5 December 2017

The quarry in Contessa Gorge

Posted by Callan Bentley

After visiting Bottaccione Gorge and reuniting with the K/Pg boundary, my summer geologizing with Alan Pitts took me next to Contessa Gorge, where we saw this lovely wall of stratigraphy and structure exposed in a quarry’s cut:

Let’s zoom in a bit and see what there is to be seen:

Here it is annotated:

“Maiolica,” “Marne A Fucoidi,” and “Scaglia Bianca” are all names of different stratigraphic units, different formations in the central Apennine stratigraphic sequence. The Marne A Fucoidi is a beautiful mix of deep green and maroon. It’s alternating shale-dominated layers and calcareous-dominated layers.

The units above and below tend toward white (“bianca” in Italiano) but the upper unit, the Scaglia Bianca, has a distinctive anoxic layer within it, the Bonarelli Level, that helps distinguish it from the lower unit, the Maiolica. (Sorry, I didn’t take a photo of it.)

All this stratigraphy is well and good — but I was here for the structure!

…And annotated:

“MTD” here stands for “mass transport deposit” – a set of sedimentary layers that slumped downward and crumpled up deeper into the basin when the sediment was still soft (prior to lithification). Alan and I have enjoyed puzzling over another MTD in West Virginia‘s westernmost Valley & Ridge province. Here in Italy, the pelagic limestones seem to have cohered a bit better in layers, while the West Virginia example saw total disaggregation of the sandstone layers into segments that folded up on themselves, wrapped up in a matrix of squishy mud. The Italian example is much better behaved:

This is interpreted as syndepositional faulting and deformation. It’s not thought to be directly tectonically induced.

The quarry was a treat to see. I love outcrops like this – beautiful, with some structure and some stratigraphy, and something to compare to other places.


What the exercise asks: Every line below that mentions the word "History" should be copied out.

Records provided:
/---

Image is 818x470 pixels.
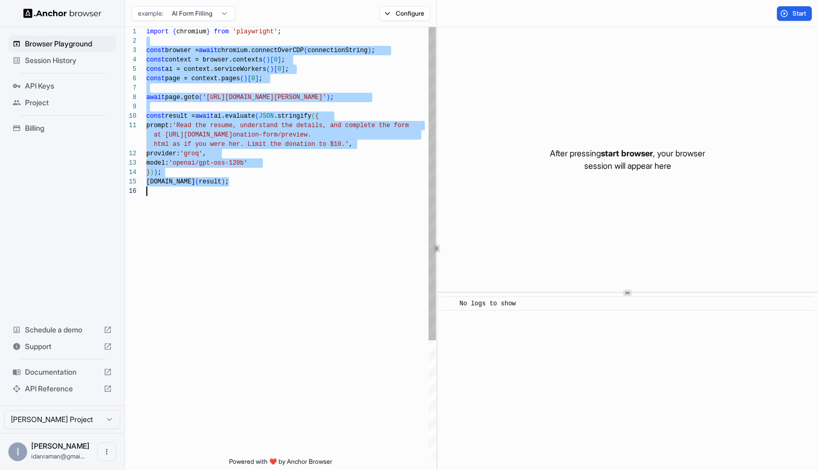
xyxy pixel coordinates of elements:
[158,169,161,176] span: ;
[285,66,289,73] span: ;
[371,47,375,54] span: ;
[244,75,247,82] span: )
[8,321,116,338] div: Schedule a demo
[125,55,136,65] div: 4
[281,66,285,73] span: ]
[125,36,136,46] div: 2
[97,442,116,461] button: Open menu
[274,66,278,73] span: [
[195,178,199,185] span: (
[31,452,85,460] span: idanraman@gmail.com
[125,111,136,121] div: 10
[125,158,136,168] div: 13
[146,94,165,101] span: await
[165,75,240,82] span: page = context.pages
[177,28,207,35] span: chromium
[380,6,430,21] button: Configure
[214,28,229,35] span: from
[550,147,705,172] p: After pressing , your browser session will appear here
[8,35,116,52] div: Browser Playground
[125,186,136,196] div: 16
[274,112,311,120] span: .stringify
[233,28,278,35] span: 'playwright'
[601,148,653,158] span: start browser
[25,81,112,91] span: API Keys
[304,47,307,54] span: (
[146,66,165,73] span: const
[25,97,112,108] span: Project
[270,66,274,73] span: )
[154,169,157,176] span: )
[25,39,112,49] span: Browser Playground
[459,300,516,307] span: No logs to show
[262,56,266,64] span: (
[255,75,259,82] span: ]
[8,338,116,355] div: Support
[247,75,251,82] span: [
[259,75,262,82] span: ;
[793,9,807,18] span: Start
[138,9,164,18] span: example:
[146,28,169,35] span: import
[125,168,136,177] div: 14
[341,141,348,148] span: .'
[199,47,218,54] span: await
[266,66,270,73] span: (
[311,112,315,120] span: (
[125,46,136,55] div: 3
[259,112,274,120] span: JSON
[203,150,206,157] span: ,
[252,75,255,82] span: 0
[23,8,102,18] img: Anchor Logo
[25,341,99,352] span: Support
[281,56,285,64] span: ;
[146,112,165,120] span: const
[199,94,203,101] span: (
[315,112,319,120] span: {
[8,52,116,69] div: Session History
[777,6,812,21] button: Start
[225,178,229,185] span: ;
[25,367,99,377] span: Documentation
[125,177,136,186] div: 15
[25,55,112,66] span: Session History
[330,94,334,101] span: ;
[349,141,353,148] span: ,
[221,178,225,185] span: )
[278,28,281,35] span: ;
[146,150,180,157] span: provider:
[447,298,452,309] span: ​
[146,178,195,185] span: [DOMAIN_NAME]
[169,159,247,167] span: 'openai/gpt-oss-120b'
[165,94,199,101] span: page.goto
[165,56,262,64] span: context = browser.contexts
[154,141,341,148] span: html as if you were her. Limit the donation to $10
[146,75,165,82] span: const
[125,27,136,36] div: 1
[172,122,360,129] span: 'Read the resume, understand the details, and comp
[31,441,90,450] span: Idan Raman
[125,102,136,111] div: 9
[125,74,136,83] div: 6
[278,56,281,64] span: ]
[150,169,154,176] span: )
[327,94,330,101] span: )
[360,122,409,129] span: lete the form
[154,131,232,139] span: at [URL][DOMAIN_NAME]
[195,112,214,120] span: await
[180,150,203,157] span: 'groq'
[125,121,136,130] div: 11
[25,123,112,133] span: Billing
[125,65,136,74] div: 5
[165,47,199,54] span: browser =
[8,94,116,111] div: Project
[172,28,176,35] span: {
[233,131,311,139] span: onation-form/preview.
[229,457,332,470] span: Powered with ❤️ by Anchor Browser
[165,66,266,73] span: ai = context.serviceWorkers
[146,159,169,167] span: model:
[8,380,116,397] div: API Reference
[206,28,210,35] span: }
[308,47,368,54] span: connectionString
[146,122,172,129] span: prompt:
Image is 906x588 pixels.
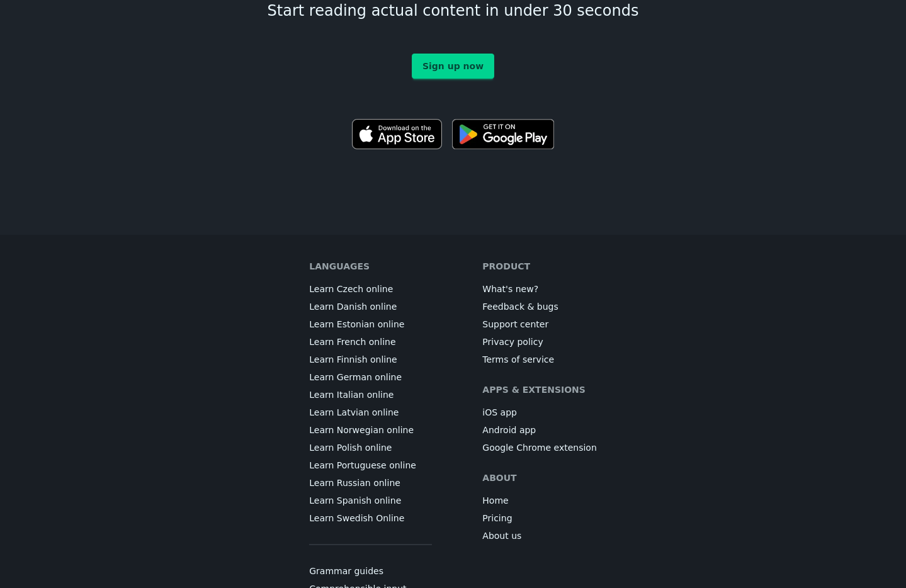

\---

Answer box:
[8,52,116,69] div: Session History
[25,55,112,66] span: Session History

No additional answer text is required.